The new business model calls for the six bowls in the playoff rotation to get their revenue primarily from ticket sales.

“It’s incumbent upon us in the new model to sell the bowl out,” Stokan said. “The only revenue streams we have now to meet the expenses of overhead, salaries and putting on the game are tickets and some local sponsorships in categories that ESPN doesn’t have. … That’s why corporate Atlanta and the fans of Atlanta are so important to keeping this game successful.”

After covering expenses, the bowl will retain a management fee and then 15 percent of its profits, with the other 85 percent going to the playoff group, Stokan said.

The playoff group is responsible for payouts to the participating teams, previously the bowl’s responsibility. The bowl paid a combined $7.4 million to the teams last season.
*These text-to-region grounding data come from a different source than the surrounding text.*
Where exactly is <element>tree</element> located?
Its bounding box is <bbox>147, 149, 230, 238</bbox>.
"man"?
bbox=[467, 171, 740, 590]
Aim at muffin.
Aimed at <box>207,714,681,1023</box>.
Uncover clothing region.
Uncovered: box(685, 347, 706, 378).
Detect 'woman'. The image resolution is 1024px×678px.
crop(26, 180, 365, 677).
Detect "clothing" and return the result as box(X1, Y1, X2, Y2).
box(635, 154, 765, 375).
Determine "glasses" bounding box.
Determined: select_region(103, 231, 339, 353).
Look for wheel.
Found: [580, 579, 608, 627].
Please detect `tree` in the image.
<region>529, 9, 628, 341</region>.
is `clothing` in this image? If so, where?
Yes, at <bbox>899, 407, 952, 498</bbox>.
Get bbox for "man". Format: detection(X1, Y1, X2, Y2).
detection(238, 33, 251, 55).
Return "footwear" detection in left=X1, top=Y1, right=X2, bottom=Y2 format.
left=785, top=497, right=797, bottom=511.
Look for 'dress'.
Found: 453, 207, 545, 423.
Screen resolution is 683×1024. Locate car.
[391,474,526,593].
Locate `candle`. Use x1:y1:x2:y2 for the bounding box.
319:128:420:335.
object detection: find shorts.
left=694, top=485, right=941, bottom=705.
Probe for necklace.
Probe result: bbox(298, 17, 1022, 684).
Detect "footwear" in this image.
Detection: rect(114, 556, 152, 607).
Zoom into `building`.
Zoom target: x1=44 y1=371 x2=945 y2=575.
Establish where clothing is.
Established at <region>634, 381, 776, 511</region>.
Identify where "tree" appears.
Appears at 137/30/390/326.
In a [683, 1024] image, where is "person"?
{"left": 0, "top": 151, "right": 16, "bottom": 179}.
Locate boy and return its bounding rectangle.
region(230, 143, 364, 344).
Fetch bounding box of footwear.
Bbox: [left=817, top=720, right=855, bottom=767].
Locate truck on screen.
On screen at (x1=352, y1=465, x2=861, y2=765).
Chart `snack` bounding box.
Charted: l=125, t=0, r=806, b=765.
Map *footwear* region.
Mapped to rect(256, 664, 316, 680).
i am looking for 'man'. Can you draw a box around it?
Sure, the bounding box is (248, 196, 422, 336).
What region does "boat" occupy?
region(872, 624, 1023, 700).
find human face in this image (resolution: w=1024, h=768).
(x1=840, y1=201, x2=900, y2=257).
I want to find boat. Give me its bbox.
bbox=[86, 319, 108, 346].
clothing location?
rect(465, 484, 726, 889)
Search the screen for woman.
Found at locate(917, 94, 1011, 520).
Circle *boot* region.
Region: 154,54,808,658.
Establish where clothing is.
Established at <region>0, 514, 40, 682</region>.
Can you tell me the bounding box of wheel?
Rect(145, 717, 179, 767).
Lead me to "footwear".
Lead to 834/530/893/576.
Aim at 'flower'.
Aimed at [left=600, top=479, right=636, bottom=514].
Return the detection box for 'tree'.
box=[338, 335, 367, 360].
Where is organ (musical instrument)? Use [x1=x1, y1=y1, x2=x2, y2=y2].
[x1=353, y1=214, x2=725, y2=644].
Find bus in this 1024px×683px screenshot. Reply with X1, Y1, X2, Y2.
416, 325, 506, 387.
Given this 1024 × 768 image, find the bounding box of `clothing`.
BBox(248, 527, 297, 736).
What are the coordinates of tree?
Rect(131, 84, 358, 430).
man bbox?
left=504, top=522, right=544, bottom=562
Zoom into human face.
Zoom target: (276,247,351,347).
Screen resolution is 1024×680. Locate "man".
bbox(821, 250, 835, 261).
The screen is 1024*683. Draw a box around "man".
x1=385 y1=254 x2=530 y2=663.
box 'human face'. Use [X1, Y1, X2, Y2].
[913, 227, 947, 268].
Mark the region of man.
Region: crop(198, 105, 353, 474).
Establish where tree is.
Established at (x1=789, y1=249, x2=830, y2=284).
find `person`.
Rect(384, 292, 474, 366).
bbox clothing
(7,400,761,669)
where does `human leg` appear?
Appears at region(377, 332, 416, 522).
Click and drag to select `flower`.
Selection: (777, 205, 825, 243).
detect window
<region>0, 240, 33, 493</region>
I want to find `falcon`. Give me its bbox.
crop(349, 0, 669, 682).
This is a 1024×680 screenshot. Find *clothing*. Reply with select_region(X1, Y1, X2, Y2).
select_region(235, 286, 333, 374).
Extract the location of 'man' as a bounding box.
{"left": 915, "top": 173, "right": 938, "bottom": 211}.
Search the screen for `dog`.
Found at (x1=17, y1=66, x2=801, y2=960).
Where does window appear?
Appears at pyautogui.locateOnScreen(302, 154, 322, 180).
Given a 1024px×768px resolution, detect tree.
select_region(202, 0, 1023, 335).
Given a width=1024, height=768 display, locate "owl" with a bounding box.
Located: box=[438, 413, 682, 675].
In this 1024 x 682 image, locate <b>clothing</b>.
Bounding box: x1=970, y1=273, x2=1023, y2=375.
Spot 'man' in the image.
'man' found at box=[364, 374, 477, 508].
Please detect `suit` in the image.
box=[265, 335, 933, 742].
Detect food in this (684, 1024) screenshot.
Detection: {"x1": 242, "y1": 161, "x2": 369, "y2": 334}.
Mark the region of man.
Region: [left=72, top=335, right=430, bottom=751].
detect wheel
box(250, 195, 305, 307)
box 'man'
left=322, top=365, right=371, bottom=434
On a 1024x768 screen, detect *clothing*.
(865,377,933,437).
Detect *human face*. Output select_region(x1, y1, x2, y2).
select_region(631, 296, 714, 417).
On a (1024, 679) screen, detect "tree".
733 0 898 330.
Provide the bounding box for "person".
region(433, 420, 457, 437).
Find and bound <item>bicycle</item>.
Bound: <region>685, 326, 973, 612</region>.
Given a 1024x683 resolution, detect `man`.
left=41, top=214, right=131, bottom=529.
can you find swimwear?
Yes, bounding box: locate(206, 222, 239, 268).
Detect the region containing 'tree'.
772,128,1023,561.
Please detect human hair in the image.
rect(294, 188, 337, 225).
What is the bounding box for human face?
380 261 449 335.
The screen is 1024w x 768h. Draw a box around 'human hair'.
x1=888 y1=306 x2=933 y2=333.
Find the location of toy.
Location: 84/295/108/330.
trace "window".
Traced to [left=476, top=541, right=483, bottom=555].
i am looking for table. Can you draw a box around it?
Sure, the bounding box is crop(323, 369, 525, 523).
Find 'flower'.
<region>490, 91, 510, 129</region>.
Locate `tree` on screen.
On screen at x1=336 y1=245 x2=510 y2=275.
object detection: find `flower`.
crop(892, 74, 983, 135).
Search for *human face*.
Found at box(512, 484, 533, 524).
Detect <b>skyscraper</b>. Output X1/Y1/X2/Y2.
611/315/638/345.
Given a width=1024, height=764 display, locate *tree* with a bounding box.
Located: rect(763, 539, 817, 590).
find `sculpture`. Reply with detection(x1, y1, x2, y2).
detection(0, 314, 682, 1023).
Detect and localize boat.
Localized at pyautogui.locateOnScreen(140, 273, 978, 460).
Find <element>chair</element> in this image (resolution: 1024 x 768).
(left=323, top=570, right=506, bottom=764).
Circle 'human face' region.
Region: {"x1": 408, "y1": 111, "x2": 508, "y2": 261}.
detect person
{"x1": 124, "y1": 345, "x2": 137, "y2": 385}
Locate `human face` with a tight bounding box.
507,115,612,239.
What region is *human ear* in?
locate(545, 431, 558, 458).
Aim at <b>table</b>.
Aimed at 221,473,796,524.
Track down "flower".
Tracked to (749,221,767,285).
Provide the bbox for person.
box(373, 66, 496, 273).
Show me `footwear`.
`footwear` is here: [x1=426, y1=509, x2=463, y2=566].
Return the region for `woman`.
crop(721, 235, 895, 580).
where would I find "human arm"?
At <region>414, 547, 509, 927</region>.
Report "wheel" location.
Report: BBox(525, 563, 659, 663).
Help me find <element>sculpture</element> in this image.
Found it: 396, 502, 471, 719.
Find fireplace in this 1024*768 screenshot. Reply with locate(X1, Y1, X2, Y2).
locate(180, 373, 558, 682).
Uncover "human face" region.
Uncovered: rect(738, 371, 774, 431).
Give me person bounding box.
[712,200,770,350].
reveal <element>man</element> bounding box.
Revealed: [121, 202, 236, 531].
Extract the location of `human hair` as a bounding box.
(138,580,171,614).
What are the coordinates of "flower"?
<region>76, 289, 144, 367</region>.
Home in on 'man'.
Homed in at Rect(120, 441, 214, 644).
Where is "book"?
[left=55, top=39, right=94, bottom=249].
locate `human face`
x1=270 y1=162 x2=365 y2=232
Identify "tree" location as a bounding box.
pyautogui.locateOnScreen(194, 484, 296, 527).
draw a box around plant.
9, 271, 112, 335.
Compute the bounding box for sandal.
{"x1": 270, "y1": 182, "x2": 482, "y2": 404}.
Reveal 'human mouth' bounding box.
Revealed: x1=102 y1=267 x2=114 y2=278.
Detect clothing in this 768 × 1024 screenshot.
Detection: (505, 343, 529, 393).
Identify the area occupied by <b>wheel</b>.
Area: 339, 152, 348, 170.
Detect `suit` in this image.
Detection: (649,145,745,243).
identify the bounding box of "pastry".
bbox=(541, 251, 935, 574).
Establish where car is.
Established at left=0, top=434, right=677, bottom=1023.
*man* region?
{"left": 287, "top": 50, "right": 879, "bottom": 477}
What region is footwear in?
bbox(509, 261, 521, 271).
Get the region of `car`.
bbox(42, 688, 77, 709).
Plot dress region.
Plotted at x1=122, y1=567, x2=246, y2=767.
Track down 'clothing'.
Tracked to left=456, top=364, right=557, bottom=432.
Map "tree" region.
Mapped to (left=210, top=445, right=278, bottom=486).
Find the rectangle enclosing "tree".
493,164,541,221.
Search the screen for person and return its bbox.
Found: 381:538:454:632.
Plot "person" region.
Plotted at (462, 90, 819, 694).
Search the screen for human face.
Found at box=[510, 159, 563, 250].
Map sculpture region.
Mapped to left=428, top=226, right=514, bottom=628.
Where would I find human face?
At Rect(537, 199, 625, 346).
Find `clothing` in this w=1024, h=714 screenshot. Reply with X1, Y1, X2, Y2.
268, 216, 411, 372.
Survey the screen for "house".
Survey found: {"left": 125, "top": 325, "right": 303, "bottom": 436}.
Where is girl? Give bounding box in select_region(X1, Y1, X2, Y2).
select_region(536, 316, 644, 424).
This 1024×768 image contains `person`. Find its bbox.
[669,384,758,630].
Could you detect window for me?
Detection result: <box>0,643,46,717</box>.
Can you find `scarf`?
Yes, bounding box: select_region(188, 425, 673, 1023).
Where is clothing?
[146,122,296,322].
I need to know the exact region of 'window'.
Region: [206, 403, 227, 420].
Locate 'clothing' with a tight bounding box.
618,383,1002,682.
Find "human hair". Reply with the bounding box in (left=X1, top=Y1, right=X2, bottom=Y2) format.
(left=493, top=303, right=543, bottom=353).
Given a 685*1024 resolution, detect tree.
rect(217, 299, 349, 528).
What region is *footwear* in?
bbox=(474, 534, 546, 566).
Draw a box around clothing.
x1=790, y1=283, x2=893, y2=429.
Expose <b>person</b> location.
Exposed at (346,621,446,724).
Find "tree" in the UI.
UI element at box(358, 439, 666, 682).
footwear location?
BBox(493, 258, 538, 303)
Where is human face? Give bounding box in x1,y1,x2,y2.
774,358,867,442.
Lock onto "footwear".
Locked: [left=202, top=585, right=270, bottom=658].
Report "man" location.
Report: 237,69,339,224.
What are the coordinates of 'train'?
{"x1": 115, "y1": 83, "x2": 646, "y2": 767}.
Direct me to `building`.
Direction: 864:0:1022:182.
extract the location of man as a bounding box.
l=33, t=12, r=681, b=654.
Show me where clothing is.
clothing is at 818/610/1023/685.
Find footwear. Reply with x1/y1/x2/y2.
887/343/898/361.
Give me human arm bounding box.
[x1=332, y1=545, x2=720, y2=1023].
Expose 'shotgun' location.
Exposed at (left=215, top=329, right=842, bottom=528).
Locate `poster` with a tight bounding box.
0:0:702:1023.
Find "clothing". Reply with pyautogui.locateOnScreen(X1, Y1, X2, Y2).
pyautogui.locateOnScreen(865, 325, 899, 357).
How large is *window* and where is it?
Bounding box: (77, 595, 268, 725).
Stokan said the bowl is determined in the new model to continue its history of giving to charities — $1.6 million last year and $17 million since Chick-fil-A became title sponsor in 1997.

After Chick-fil-A negotiated with ESPN for the right to keep its name on the game for at least the next six years, with an option to renew for six more, the company quickly worked out a supplemental deal with bowl officials regarding issues such as tickets, hospitality and some signage. The bowl also can sell local sponsorships in product categories outside the 15 controlled and sold by ESPN, Stokan said.

In the years it has a semifinal game, the bowl will feature matchups of the nation’s No. 1 team vs. No. 4, or No. 2 vs. No. 3. In other years, including this one, it’ll be assigned a non-playoff matchup of teams likely ranked in the top 15. Atlanta’s 22-year tradition of guaranteed annual ACC-versus-SEC postseason matchups ends.

The bowl began its ticket-renewal campaign last week, promising those who buy tickets this year and next an opportunity to buy them for Atlanta’s first national semifinal in the 2016 season.

The changes also affect Chick-fil-A, which substantially increased its ESPN advertising buy as part of the title-sponsorship deal and accepted sharing the bowl name with Peach again after having it solo for eight years. The playoff group required a moniker as well as a corporate sponsor in the names of the six bowls in the semifinal rotation.

Bowl and Chick-fil-A officials think the upside of being in the playoff system easily justifies all of the changes.

“It … is going to take the bowl and college football in the city of Atlanta to a whole other level,” said Steve Robinson, Chick-fil-A’s executive vice president and chief marketing officer. “It’s a whole new dynamic.”